FUTO Swipe offers a family of small, open-source models for accurate on-device swipe typing. It includes a layout-agnostic encoder, layout-specific decoder, and lightweight context language model that runs efficiently with a minimal footprint. It solves key pain points like privacy risks from cloud-based keyboards (e.g. data collection by Gboard) and lack of high-quality gesture typing in open-source alternatives. By releasing the models and the 1 million swipe dataset, it promotes transparency, customization, and community innovation.
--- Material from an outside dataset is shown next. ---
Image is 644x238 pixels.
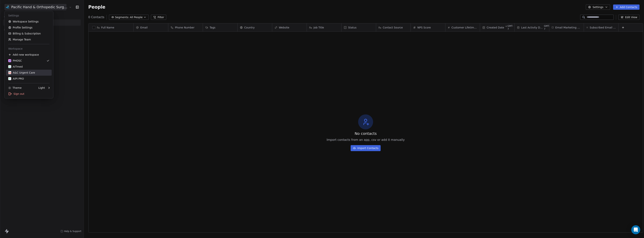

The value proposition is enabling private, efficient, and accessible advanced typing for developers building custom keyboards and privacy-focused users.

📈 Market Timing

The market timing is favorable for 2025-2026 due to maturing on-device AI technologies, rising privacy regulations and user concerns over data collection, growing demand for open-source alternatives, and the trend toward efficient small models amid AI democratization. This aligns well with increasing interest in customizable, private mobile UX. Excellent Timing.

✅ Feasibility

High. Models are small, proven to run efficiently on-device with low compute needs, keeping development and operation costs minimal. Open-source approach reduces risks; compliance is straightforward as no cloud data handling. High scalability for integration into keyboards, though adoption depends on developer uptake and cross-layout accuracy.

🎯 Target Market

Main target segments: open-source developers and creators of custom Android keyboards, privacy-conscious tech enthusiasts and power users (ages 18-45). Industries: mobile input methods, AI tools, open-source software. Geographic: global with strong adoption potential in US and Europe due to privacy awareness. Core pain points: insufficient swipe accuracy in non-proprietary keyboards and data privacy risks. Willingness to pay: moderate, via project donations, premium apps or integration services.

⚔️ Competition

Low. Direct competitors: 1. Gboard (gboard.app), 2. Microsoft SwiftKey (swiftkey.com), 3. FlorisBoard (florisboard.org), 4. AnySoftKeyboard (anysoftkeyboard.github.io), 5. TouchPal (touchpal.com). Advantages: fully open-source with released dataset, guaranteed on-device privacy, small efficient footprint. Disadvantages: may require more developer effort to integrate, potentially less polished accuracy or language support than proprietary cloud solutions initially.